Home Online Advertising Berkery Noyes Sees Sunny M&A Outlook – But US Election Adds Unpredictability

Berkery Noyes Sees Sunny M&A Outlook – But US Election Adds Unpredictability

SHARE:

vineet-berkery-noyes-img

Venture capital and early-stage tech investments may be harder to come by, but M&A exits across the mobile and online industry are still heating up, investment bank Berkery Noyes reported Tuesday.

The overall number of deals in 2016 ticked up 1% from the year before, while the aggregate value of those transactions jumped 12% year over year.

That discrepancy comes from a couple of large deals, like Microsoft paying $26 billion for LinkedIn and the Chinese company Tencent scooping up mobile game publisher Supercell for $8.6 billion, said Vineet Asthana, Berkery Noyes’ managing director of online media and tech investments.

Those big deals absorb a lot of attention, but Asthana said he was particularly impressed by the steady growth and interest in mid-market tech and data companies.

Companies that once made investments to gather data now find themselves with an overabundance, and are snapping up analytics shops.

“What has become useful are these machine-learning algorithms and someone who can decipher the data in a logical way,” Asthana said.

Despite a mostly sunny forecast, some uncertainty threatens to undercut tech M&A.

“From an entrepreneurial standpoint, there’s a concern the market is at its peak,” Asthana said.

The concern isn’t due to weakness in the market so much as a confused, muddled future.

“All trends and predictions need to be thrown out after the election,” Asthana said with a laugh. “People don’t know what 2017 or 2018 will hold, so that hurts an entrepreneur who depends on an acquirer or investor with a long-term outlook.”

Subscribe

AdExchanger Daily

Get our editors’ roundup delivered to your inbox every weekday.

And while the future is murky, history is clear.

“Online and mobile companies have had an eight-year stretch that, historically, you just don’t see maintained for longer than six or seven years,” Asthana said. “So a market adjustment might be in order.”

 

Must Read

A comic depicting people in suits setting money on fire as a reference to incrementality: as in, don't set your money on fire!

Retail Media Is Starting To Come To Grips With The Fact That We All Know Nothing

Retail media is entering what might be called its Socratic phase. The closer we to get to understanding an ad campaign’s real impact and business results, the clearer it is that we have no idea how this thing works.

Meta Reels trending ads

Meta Has New Tools For Brand And Performance Goals, With A Focus On AI (Of Course)

Meta is rolling out Reels trending ads, value rules beyond just conversions, upgrades to Threads and pixel-free landing page optimization.

Comic: Shopper Marketing Data

Google Search Ads 360 Adds Criteo As First On-Site Retail Media Supply Partner

Criteo announced a partnership with Google Search Ads 360 (SA360), Google’s enterprise search advertising platform, making Criteo the first third-party vendor to integrate with Google for on-site retail media supply.

Privacy! Commerce! Connected TV! Read all about it. Subscribe to AdExchanger Newsletters

Minute Media’s Latest Acquisition Brings Automated Content Creation To Its Online Sports Video Network

As display falters, Minute Media is acquiring AI tech that cuts longer-form video content and full-length games into bite-size clips.

With GAM Going Direct To Buyers, SPO Is The New Normal

GAM’s dinner with ad agencies sparked speculation that Google is preparing to spin off its bundled SSP and ad server as a remedy to its ad tech monopoly. But Google says it’s just part of the trend of SSPs going direct to buyers.

Google’s Proposed Fix To Its Ad Tech Monopoly Is At Odds With The DOJ’s Remedies

Late Friday evening, Google filed its proposed remedies to its ad tech monopoly to District Court Judge Leonie Brinkema, and unsurprisingly, they’re rather mild – and very different from what the Department of Justice is looking for.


Find how many lines below mention "item". Nothing but the number is needed.

-*-*-

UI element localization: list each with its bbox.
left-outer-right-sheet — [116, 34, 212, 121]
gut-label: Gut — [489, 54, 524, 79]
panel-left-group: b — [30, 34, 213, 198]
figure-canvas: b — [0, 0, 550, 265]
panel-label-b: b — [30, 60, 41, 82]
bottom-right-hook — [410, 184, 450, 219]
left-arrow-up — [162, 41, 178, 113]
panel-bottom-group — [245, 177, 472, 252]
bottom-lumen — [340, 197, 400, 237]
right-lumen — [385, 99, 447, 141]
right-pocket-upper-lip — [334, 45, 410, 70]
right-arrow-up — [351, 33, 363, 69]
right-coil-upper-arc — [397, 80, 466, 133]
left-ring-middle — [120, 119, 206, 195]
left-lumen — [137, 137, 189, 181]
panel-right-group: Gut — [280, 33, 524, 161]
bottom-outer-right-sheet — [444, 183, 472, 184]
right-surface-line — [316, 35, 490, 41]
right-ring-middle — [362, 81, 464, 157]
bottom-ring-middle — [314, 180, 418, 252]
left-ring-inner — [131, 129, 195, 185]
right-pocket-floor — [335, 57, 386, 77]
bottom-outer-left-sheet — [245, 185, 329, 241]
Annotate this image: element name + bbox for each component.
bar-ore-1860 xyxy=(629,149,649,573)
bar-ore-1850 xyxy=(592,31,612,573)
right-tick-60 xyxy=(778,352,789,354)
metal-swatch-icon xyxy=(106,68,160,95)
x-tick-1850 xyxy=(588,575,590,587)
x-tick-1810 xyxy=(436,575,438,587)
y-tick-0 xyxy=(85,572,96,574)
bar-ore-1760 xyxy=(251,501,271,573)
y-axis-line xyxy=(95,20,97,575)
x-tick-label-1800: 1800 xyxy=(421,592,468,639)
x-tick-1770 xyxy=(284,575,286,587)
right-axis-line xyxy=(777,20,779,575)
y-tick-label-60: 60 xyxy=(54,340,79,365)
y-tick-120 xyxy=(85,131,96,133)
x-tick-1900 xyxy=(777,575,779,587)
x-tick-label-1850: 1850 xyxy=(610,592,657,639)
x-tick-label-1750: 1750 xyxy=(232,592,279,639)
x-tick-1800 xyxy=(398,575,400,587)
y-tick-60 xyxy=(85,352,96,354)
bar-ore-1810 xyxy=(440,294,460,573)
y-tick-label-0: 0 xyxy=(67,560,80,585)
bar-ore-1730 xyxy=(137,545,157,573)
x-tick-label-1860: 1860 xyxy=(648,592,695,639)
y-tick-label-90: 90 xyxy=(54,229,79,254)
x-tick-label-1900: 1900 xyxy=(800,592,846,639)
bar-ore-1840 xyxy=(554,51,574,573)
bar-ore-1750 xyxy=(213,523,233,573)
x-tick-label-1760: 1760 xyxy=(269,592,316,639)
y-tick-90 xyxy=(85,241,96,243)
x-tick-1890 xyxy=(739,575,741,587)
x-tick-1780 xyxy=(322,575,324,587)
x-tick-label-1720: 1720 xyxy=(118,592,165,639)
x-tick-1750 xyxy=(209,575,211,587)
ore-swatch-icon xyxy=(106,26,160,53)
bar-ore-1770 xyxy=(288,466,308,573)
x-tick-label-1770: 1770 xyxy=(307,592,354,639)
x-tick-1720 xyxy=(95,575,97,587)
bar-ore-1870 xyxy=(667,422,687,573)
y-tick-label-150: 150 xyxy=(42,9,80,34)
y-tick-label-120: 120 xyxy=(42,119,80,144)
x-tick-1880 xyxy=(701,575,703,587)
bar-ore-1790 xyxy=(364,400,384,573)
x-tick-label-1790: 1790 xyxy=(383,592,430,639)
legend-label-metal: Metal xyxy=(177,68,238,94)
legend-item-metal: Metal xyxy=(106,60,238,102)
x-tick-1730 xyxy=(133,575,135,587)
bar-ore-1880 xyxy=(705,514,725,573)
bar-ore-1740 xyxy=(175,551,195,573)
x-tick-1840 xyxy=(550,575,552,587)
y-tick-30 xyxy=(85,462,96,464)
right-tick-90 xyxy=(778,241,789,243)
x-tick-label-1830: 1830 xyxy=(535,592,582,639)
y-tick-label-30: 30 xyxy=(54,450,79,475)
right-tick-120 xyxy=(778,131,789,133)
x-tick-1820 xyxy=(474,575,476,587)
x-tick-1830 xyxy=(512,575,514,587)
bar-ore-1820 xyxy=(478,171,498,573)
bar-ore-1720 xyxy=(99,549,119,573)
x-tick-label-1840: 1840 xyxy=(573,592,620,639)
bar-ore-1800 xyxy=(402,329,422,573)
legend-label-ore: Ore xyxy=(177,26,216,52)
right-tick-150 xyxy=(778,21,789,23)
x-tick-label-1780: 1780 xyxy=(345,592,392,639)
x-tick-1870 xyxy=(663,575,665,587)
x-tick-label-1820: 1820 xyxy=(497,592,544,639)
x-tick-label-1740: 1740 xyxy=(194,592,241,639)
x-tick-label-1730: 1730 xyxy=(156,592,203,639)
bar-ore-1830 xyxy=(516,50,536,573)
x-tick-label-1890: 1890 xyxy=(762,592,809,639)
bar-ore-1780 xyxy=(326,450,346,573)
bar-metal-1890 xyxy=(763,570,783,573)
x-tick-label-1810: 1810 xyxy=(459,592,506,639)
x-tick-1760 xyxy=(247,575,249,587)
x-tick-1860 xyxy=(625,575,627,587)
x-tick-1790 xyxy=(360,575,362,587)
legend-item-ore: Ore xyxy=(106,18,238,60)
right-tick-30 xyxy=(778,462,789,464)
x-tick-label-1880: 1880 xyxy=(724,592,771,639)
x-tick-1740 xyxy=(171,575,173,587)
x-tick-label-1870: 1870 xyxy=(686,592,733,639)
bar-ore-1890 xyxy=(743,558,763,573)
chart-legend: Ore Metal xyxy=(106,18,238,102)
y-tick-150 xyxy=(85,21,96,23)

-*-*-

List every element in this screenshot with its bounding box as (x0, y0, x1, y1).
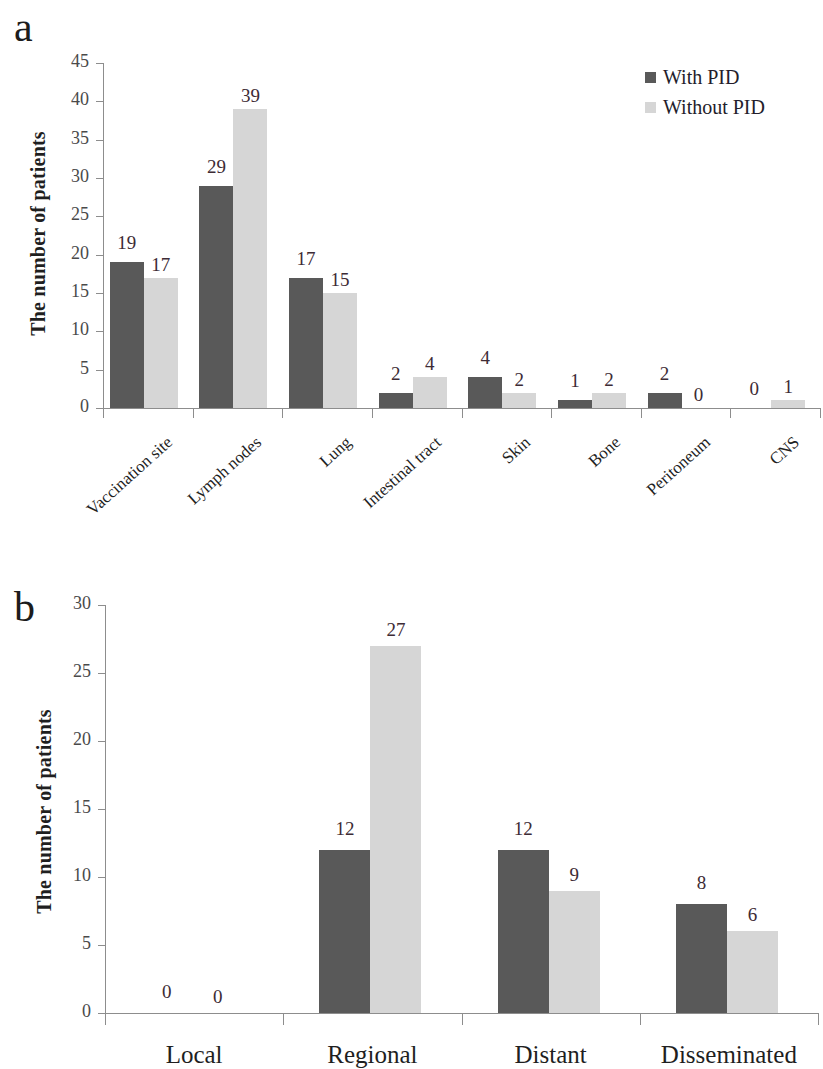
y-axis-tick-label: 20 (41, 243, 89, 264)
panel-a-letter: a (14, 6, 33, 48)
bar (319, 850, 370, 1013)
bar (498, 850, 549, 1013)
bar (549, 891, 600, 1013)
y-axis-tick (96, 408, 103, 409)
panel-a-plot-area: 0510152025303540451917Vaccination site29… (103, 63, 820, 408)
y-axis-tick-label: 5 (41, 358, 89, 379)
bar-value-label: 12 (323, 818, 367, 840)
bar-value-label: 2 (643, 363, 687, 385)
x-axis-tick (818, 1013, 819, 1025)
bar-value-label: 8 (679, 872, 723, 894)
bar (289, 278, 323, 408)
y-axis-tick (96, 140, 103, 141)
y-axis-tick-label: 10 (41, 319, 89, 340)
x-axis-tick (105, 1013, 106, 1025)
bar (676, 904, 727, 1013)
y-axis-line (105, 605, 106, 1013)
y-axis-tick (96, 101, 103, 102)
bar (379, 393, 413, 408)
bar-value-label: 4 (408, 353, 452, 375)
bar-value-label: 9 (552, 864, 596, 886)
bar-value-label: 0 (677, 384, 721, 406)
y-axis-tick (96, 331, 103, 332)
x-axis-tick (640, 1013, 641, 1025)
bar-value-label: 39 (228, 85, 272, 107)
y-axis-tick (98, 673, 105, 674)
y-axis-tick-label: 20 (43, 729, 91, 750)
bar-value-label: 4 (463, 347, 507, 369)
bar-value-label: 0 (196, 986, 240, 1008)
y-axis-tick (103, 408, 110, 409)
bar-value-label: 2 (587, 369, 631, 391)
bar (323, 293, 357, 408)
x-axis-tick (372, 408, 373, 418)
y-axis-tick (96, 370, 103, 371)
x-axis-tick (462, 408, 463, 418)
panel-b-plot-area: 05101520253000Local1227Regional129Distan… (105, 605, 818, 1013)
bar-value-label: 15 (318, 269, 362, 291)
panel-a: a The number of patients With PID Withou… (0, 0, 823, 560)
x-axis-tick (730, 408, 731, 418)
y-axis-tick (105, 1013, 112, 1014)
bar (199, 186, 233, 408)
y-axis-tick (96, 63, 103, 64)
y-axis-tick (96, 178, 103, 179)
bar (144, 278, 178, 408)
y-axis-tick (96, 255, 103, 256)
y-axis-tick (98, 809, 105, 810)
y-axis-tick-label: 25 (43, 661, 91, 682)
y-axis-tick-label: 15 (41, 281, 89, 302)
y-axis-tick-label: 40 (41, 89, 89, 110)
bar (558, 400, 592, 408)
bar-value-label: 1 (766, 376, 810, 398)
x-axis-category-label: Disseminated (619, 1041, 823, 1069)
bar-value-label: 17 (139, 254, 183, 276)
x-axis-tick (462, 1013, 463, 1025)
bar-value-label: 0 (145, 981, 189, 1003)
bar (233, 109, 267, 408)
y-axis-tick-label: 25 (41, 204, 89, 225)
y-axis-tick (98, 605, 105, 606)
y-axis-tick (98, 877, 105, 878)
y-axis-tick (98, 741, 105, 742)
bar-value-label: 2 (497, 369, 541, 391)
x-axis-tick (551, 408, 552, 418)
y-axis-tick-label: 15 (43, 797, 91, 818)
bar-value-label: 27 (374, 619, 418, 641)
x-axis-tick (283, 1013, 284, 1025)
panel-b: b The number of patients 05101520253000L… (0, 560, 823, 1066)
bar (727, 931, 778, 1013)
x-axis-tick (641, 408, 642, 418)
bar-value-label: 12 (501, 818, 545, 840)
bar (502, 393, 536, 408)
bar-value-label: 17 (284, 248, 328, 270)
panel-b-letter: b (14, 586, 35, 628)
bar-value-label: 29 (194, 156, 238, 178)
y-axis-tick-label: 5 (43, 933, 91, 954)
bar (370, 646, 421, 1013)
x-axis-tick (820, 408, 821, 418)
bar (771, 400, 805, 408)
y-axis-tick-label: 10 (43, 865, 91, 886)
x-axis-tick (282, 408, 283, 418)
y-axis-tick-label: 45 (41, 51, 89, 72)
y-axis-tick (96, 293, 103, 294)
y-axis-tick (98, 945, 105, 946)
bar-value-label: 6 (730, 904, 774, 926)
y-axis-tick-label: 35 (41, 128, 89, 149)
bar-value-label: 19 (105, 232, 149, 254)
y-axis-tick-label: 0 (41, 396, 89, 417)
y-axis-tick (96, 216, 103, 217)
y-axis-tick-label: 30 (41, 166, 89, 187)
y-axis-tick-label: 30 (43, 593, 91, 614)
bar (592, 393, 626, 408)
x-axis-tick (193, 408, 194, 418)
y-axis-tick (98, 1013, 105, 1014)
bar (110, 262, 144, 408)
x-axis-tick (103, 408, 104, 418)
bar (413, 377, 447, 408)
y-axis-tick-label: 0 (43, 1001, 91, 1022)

-*-*-

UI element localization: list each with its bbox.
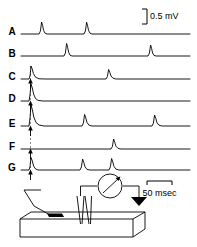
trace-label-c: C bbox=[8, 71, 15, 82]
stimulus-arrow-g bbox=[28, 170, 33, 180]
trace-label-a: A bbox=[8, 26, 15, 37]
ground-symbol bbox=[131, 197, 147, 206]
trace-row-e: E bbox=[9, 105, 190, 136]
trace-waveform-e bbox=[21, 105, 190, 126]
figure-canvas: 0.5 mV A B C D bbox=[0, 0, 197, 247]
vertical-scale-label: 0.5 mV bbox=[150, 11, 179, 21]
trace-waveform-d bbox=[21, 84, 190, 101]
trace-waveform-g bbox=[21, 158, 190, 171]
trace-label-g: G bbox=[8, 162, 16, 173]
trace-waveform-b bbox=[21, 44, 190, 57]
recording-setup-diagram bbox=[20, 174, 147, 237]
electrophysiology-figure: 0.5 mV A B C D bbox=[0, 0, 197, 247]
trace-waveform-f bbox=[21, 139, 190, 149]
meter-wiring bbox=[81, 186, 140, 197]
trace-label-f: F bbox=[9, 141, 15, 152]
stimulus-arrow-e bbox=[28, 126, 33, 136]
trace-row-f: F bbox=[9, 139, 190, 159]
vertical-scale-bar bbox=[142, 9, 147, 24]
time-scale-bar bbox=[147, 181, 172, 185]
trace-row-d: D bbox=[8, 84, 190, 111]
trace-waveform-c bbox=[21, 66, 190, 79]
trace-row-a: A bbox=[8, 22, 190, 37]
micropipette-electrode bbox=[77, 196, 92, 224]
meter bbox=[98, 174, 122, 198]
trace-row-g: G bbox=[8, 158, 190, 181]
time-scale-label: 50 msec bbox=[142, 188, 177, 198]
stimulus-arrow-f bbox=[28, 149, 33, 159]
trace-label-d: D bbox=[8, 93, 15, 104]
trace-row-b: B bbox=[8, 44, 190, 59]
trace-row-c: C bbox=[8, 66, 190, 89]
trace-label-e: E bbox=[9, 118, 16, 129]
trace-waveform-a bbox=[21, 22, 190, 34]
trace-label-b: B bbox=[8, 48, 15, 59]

-*-*-

YOUR RESPONSE:
2